Additional tip: don't use backticks - `…`
- to execute code, instead use $(…)
around it. Dollar-parentheses is pretty much DWIM('Do what I mean') when it comes to nested quotes; backquotes have arcane, shell-dependent rules.
watch -n 3 'for x in $(my_command | grep keyword | cut -d" " -f1); do command2 "rusage[mem=7000]" "$x"; done'
If you need single quotes inside a single-quoted command, you can use '\''
. Think of these four characters as the way to quote a single quote inside single quotes, though technically speaking this is constructed as end the single-quoted string, append a literal single quote, and start a new single-quoted string (still appended to the current word).

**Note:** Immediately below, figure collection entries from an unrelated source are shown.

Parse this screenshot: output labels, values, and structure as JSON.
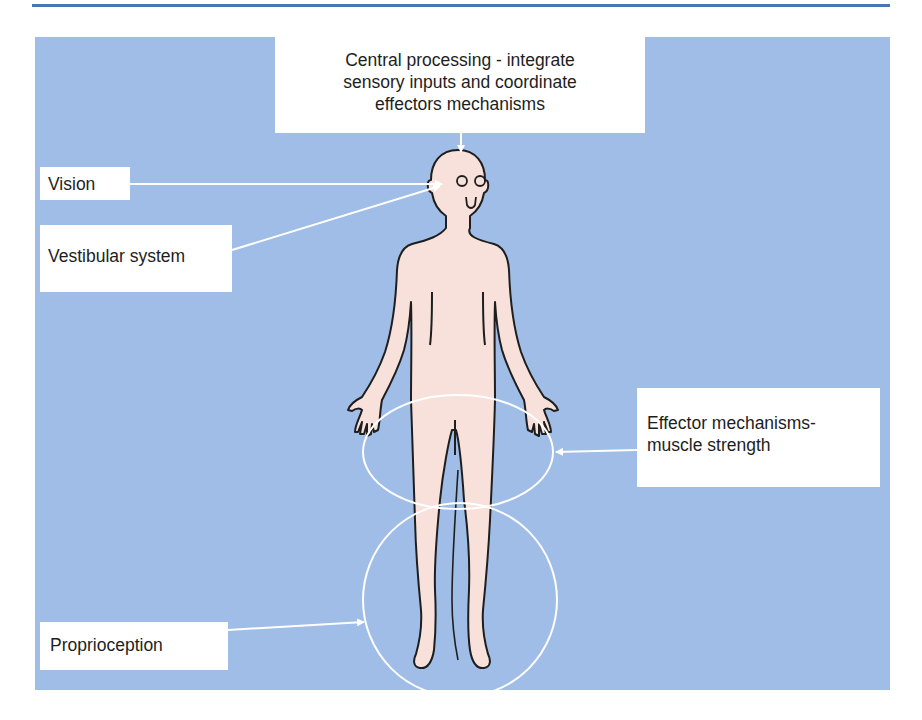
{
  "diagram": {
    "type": "anatomical-labelled-diagram",
    "colors": {
      "top_rule": "#4a74b8",
      "panel_background": "#9fbde6",
      "label_box": "#ffffff",
      "body_fill": "#f7e1da",
      "body_outline": "#1e1e1e",
      "annotation_lines": "#ffffff"
    },
    "labels": {
      "central": {
        "line1": "Central processing - integrate",
        "line2": "sensory inputs and coordinate",
        "line3": "effectors mechanisms"
      },
      "vision": "Vision",
      "vestibular": "Vestibular system",
      "effector": {
        "line1": "Effector mechanisms-",
        "line2": "muscle strength"
      },
      "proprioception": "Proprioception"
    },
    "annotations": [
      {
        "label": "Central processing",
        "target": "top of head",
        "shape": "arrow"
      },
      {
        "label": "Vision",
        "target": "eyes",
        "shape": "arrow"
      },
      {
        "label": "Vestibular system",
        "target": "ear/head",
        "shape": "arrow"
      },
      {
        "label": "Effector mechanisms-muscle strength",
        "target": "hips/thighs",
        "shape": "ellipse + arrow"
      },
      {
        "label": "Proprioception",
        "target": "legs/feet",
        "shape": "circle + arrow"
      }
    ]
  }
}
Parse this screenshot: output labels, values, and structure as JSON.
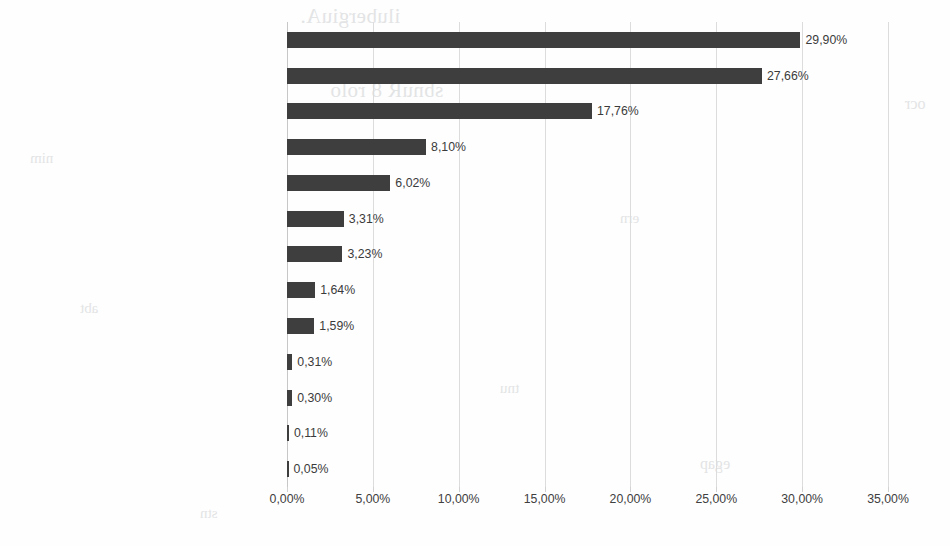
{
  "chart_data": {
    "type": "bar",
    "orientation": "horizontal",
    "title": "",
    "xlabel": "",
    "ylabel": "",
    "xlim": [
      0,
      35
    ],
    "xtick_labels": [
      "0,00%",
      "5,00%",
      "10,00%",
      "15,00%",
      "20,00%",
      "25,00%",
      "30,00%",
      "35,00%"
    ],
    "xtick_values": [
      0,
      5,
      10,
      15,
      20,
      25,
      30,
      35
    ],
    "grid": true,
    "legend": false,
    "bar_color": "#3e3e3e",
    "gridline_color": "#dcdcdc",
    "text_color": "#404040",
    "categories": [
      "ECDHE-RSA-AES128-GCM-SHA256",
      "ECDHE-RSA-AES256-GCM-SHA384",
      "DHE-RSA-AES256-SHA",
      "DHE-RSA-AES256-GCM-SHA384",
      "ECDHE-RSA-AES128-SHA",
      "ECDHE-RSA-AES256-SHA",
      "ECDHE-RSA-AES256-SHA384",
      "DHE-RSA-AES128-SHA",
      "ECDHE-RSA-AES128-SHA256",
      "DHE-RSA-AES128-GCM-SHA256",
      "DHE-RSA-CAMELLIA256-SHA",
      "DHE-RSA-AES128-SHA256",
      "DHE-RSA-AES256-SHA256"
    ],
    "values": [
      29.9,
      27.66,
      17.76,
      8.1,
      6.02,
      3.31,
      3.23,
      1.64,
      1.59,
      0.31,
      0.3,
      0.11,
      0.05
    ],
    "data_labels": [
      "29,90%",
      "27,66%",
      "17,76%",
      "8,10%",
      "6,02%",
      "3,31%",
      "3,23%",
      "1,64%",
      "1,59%",
      "0,31%",
      "0,30%",
      "0,11%",
      "0,05%"
    ]
  },
  "background_artifacts": {
    "note": "faint illegible scanner bleed-through from reverse page",
    "marks": [
      "ilubergiuA.",
      "sbnuR 8 rolo",
      "nim",
      "ern",
      "abt",
      "tnu",
      "stn",
      "egap",
      "ocr"
    ]
  }
}
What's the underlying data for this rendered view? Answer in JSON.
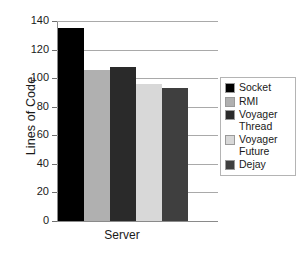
{
  "chart_data": {
    "type": "bar",
    "title": "",
    "xlabel": "Server",
    "ylabel": "Lines of Code",
    "categories": [
      "Server"
    ],
    "ylim": [
      0,
      140
    ],
    "yticks": [
      0,
      20,
      40,
      60,
      80,
      100,
      120,
      140
    ],
    "ytick_labels": [
      "0",
      "20",
      "40",
      "60",
      "80",
      "100",
      "120",
      "140"
    ],
    "grid": true,
    "legend_position": "right",
    "series": [
      {
        "name": "Socket",
        "values": [
          135
        ],
        "color": "#000000"
      },
      {
        "name": "RMI",
        "values": [
          106
        ],
        "color": "#b0b0b0"
      },
      {
        "name": "Voyager\nThread",
        "values": [
          108
        ],
        "color": "#2a2a2a"
      },
      {
        "name": "Voyager\nFuture",
        "values": [
          96
        ],
        "color": "#d8d8d8"
      },
      {
        "name": "Dejay",
        "values": [
          93
        ],
        "color": "#3f3f3f"
      }
    ]
  },
  "legend": {
    "items": [
      {
        "label": "Socket"
      },
      {
        "label": "RMI"
      },
      {
        "label": "Voyager\nThread"
      },
      {
        "label": "Voyager\nFuture"
      },
      {
        "label": "Dejay"
      }
    ]
  },
  "axes": {
    "y_title": "Lines of Code",
    "x_title": "Server"
  }
}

For more complex cases, either painstakingly count the quotes, or define temporary variables.
cmd='for x in $(my_command | grep keyword | cut -d" " -f1); do command2 "rusage[mem=7000]" "$x"; done'
watch_cmd='watch -n 3 "$cmd"'
This answer isn't specific to zsh. Zsh doesn't bring anything major here. You can save a bit of quoting because there's no need for double quotes around command substitutions, and sometimes there are ways to use built-ins rather than external commands which reduce the quoting needs, but the underlying issues are the same as in other shells.
Oh, and by the way, note that watch
will execute your command in sh
, not in zsh. If you want to execute the command in zsh, you need to run
watch -n 3 -x zsh -c "$cmd"
on Debian/Ubuntu, and
export cmd
watch -n 3 'exec zsh -c "$cmd"'
(even more quoting!) elsewhere.
You are correct: globbing doesn't work in either single- or double-quotes. However, you can interpolate globbing with double-quoted strings:
$ echo "hello world" *.sh "goodbye world"
hello world [list of files] goodbye world
Best Answer
Single quotes are simple quotes, with a single standard: every character is literal.
Double quotes have a double standard: some characters are literal, others are still interpreted unless there's a backslash before them.
Single quotes work alone: backslash inside single quotes is not special.
Double quotes pair up with backslash: backslash inside double quotes makes the next character non-special.